Joint South-Central and North-Central Sections, both conducting their 41st Annual Meeting (11–13 April 2007)

Paper No. 1
Presentation Time: 1:40 PM

BEYOND THE PHYLOGENY: USING PHYLOGENETICALLY-CONSTRAINED DATA TO INFER BIOGEOGRAPHIC, EVOLUTIONARY, AND PALEOECOLOGICAL PATTERNS


STIGALL, Alycia L. and HEMBREE, Daniel I., Department of Geological Sciences and OHIO Center for Ecology and Evolutionary Studies, Ohio University, 316 Clippinger Laboratories, Athens, OH 45701, stigall@ohio.edu

Fossil specimens provide the raw data for paleontological studies. Descriptions of new taxa and species provide insight into the diversity of the past that cannot be derived in any other way. In addition to documenting past life, specimen-based research provides the framework for theoretical advances in paleontology.

With the increased usage of phylogenetic methods in the 15 years, the evolutionary relationships of many fossil clades are better understood and more robustly constrained than ever before. Deriving robust hypotheses of phylogenetic relationships is a worthwhile goal in itself, but equally or perhaps even more exciting is the evolutionary framework provided for additional analyses.

This session will emphasize modern uses of well-constrained species-level phylogenetic hypotheses for analyzing patterns in the history of life. Examples derived from studies based on species-level phylogenies of Devonian shallow marine taxa, Mesozoic to Recent freshwater crayfish, and Mesozoic to Recent amphisbaenians illustrate the importance of specimen based data to theoretical interpretations within paleoecology, biodiversity (speciation/extinction events), and paleobiogeography.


*Activity*.
Your copy of the listing should match it exactly, only without pictures.

*Task inputs*.
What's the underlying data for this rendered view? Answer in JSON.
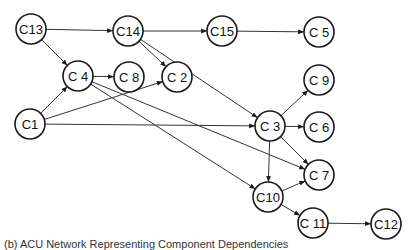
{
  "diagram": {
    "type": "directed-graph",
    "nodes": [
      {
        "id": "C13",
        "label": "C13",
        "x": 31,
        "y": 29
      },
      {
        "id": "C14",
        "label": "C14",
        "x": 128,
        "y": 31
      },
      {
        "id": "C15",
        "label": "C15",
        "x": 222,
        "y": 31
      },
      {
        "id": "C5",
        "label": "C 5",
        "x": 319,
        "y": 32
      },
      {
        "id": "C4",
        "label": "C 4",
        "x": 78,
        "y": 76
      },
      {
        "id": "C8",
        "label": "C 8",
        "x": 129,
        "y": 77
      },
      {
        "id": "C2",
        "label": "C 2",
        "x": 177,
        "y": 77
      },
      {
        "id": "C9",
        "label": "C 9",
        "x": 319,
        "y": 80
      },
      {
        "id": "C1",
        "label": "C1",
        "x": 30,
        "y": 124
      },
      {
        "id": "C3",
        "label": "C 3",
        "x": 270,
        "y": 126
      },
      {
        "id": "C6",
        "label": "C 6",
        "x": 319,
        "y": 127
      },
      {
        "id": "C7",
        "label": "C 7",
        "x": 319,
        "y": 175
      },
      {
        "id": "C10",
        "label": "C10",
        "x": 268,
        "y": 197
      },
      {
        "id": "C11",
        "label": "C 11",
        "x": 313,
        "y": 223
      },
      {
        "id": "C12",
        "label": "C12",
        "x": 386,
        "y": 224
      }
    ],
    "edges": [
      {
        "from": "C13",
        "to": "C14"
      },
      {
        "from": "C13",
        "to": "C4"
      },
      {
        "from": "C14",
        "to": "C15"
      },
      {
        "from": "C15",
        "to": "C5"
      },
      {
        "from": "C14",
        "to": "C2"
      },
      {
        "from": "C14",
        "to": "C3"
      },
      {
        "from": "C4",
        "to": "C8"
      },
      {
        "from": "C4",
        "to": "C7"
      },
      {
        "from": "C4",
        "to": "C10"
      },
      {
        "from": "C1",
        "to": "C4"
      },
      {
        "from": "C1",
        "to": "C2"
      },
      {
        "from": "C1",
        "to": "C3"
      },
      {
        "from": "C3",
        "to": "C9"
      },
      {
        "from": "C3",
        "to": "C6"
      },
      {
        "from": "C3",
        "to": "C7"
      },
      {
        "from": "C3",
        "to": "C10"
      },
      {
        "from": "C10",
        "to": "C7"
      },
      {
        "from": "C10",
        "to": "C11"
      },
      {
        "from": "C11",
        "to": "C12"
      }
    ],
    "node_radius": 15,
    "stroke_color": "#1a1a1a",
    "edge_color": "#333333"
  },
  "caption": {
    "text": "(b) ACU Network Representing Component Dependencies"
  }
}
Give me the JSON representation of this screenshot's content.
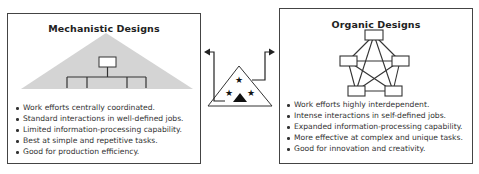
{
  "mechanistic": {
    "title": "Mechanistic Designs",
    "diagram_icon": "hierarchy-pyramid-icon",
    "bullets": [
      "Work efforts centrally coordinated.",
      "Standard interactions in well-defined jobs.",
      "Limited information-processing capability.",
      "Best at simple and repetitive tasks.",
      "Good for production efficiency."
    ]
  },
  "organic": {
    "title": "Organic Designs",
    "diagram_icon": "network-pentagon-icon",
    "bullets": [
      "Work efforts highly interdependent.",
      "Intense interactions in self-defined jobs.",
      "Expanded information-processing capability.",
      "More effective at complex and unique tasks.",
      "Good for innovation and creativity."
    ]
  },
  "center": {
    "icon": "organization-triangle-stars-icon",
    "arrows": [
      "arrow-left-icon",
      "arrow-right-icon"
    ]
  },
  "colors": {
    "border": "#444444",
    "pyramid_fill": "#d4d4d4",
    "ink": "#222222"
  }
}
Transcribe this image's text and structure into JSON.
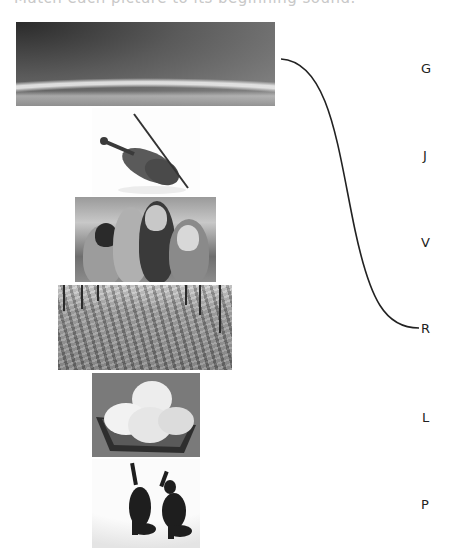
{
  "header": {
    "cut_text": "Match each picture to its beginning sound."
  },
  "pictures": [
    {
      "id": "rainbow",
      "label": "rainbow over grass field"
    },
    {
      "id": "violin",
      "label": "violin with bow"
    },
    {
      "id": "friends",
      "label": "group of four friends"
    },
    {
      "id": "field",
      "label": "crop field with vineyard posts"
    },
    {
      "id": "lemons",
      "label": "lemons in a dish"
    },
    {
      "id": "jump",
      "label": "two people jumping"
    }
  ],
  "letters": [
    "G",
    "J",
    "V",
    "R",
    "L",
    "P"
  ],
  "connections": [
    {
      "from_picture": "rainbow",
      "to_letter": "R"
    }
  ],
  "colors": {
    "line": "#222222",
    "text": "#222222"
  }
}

*Task response*.
What's the underlying data for this rendered view? Answer in JSON.
{
  "diagram": {
    "type": "directed-graph",
    "nodes": [
      {
        "id": "C13",
        "label": "C13",
        "x": 31,
        "y": 29
      },
      {
        "id": "C14",
        "label": "C14",
        "x": 128,
        "y": 31
      },
      {
        "id": "C15",
        "label": "C15",
        "x": 222,
        "y": 31
      },
      {
        "id": "C5",
        "label": "C 5",
        "x": 319,
        "y": 32
      },
      {
        "id": "C4",
        "label": "C 4",
        "x": 78,
        "y": 76
      },
      {
        "id": "C8",
        "label": "C 8",
        "x": 129,
        "y": 77
      },
      {
        "id": "C2",
        "label": "C 2",
        "x": 177,
        "y": 77
      },
      {
        "id": "C9",
        "label": "C 9",
        "x": 319,
        "y": 80
      },
      {
        "id": "C1",
        "label": "C1",
        "x": 30,
        "y": 124
      },
      {
        "id": "C3",
        "label": "C 3",
        "x": 270,
        "y": 126
      },
      {
        "id": "C6",
        "label": "C 6",
        "x": 319,
        "y": 127
      },
      {
        "id": "C7",
        "label": "C 7",
        "x": 319,
        "y": 175
      },
      {
        "id": "C10",
        "label": "C10",
        "x": 268,
        "y": 197
      },
      {
        "id": "C11",
        "label": "C 11",
        "x": 313,
        "y": 223
      },
      {
        "id": "C12",
        "label": "C12",
        "x": 386,
        "y": 224
      }
    ],
    "edges": [
      {
        "from": "C13",
        "to": "C14"
      },
      {
        "from": "C13",
        "to": "C4"
      },
      {
        "from": "C14",
        "to": "C15"
      },
      {
        "from": "C15",
        "to": "C5"
      },
      {
        "from": "C14",
        "to": "C2"
      },
      {
        "from": "C14",
        "to": "C3"
      },
      {
        "from": "C4",
        "to": "C8"
      },
      {
        "from": "C4",
        "to": "C7"
      },
      {
        "from": "C4",
        "to": "C10"
      },
      {
        "from": "C1",
        "to": "C4"
      },
      {
        "from": "C1",
        "to": "C2"
      },
      {
        "from": "C1",
        "to": "C3"
      },
      {
        "from": "C3",
        "to": "C9"
      },
      {
        "from": "C3",
        "to": "C6"
      },
      {
        "from": "C3",
        "to": "C7"
      },
      {
        "from": "C3",
        "to": "C10"
      },
      {
        "from": "C10",
        "to": "C7"
      },
      {
        "from": "C10",
        "to": "C11"
      },
      {
        "from": "C11",
        "to": "C12"
      }
    ],
    "node_radius": 15,
    "stroke_color": "#1a1a1a",
    "edge_color": "#333333"
  },
  "caption": {
    "text": "(b) ACU Network Representing Component Dependencies"
  }
}
Give me the JSON representation of this screenshot's content.
{
  "mechanistic": {
    "title": "Mechanistic Designs",
    "diagram_icon": "hierarchy-pyramid-icon",
    "bullets": [
      "Work efforts centrally coordinated.",
      "Standard interactions in well-defined jobs.",
      "Limited information-processing capability.",
      "Best at simple and repetitive tasks.",
      "Good for production efficiency."
    ]
  },
  "organic": {
    "title": "Organic Designs",
    "diagram_icon": "network-pentagon-icon",
    "bullets": [
      "Work efforts highly interdependent.",
      "Intense interactions in self-defined jobs.",
      "Expanded information-processing capability.",
      "More effective at complex and unique tasks.",
      "Good for innovation and creativity."
    ]
  },
  "center": {
    "icon": "organization-triangle-stars-icon",
    "arrows": [
      "arrow-left-icon",
      "arrow-right-icon"
    ]
  },
  "colors": {
    "border": "#444444",
    "pyramid_fill": "#d4d4d4",
    "ink": "#222222"
  }
}
Transcribe this image's text and structure into JSON.
{
  "header": {
    "cut_text": "Match each picture to its beginning sound."
  },
  "pictures": [
    {
      "id": "rainbow",
      "label": "rainbow over grass field"
    },
    {
      "id": "violin",
      "label": "violin with bow"
    },
    {
      "id": "friends",
      "label": "group of four friends"
    },
    {
      "id": "field",
      "label": "crop field with vineyard posts"
    },
    {
      "id": "lemons",
      "label": "lemons in a dish"
    },
    {
      "id": "jump",
      "label": "two people jumping"
    }
  ],
  "letters": [
    "G",
    "J",
    "V",
    "R",
    "L",
    "P"
  ],
  "connections": [
    {
      "from_picture": "rainbow",
      "to_letter": "R"
    }
  ],
  "colors": {
    "line": "#222222",
    "text": "#222222"
  }
}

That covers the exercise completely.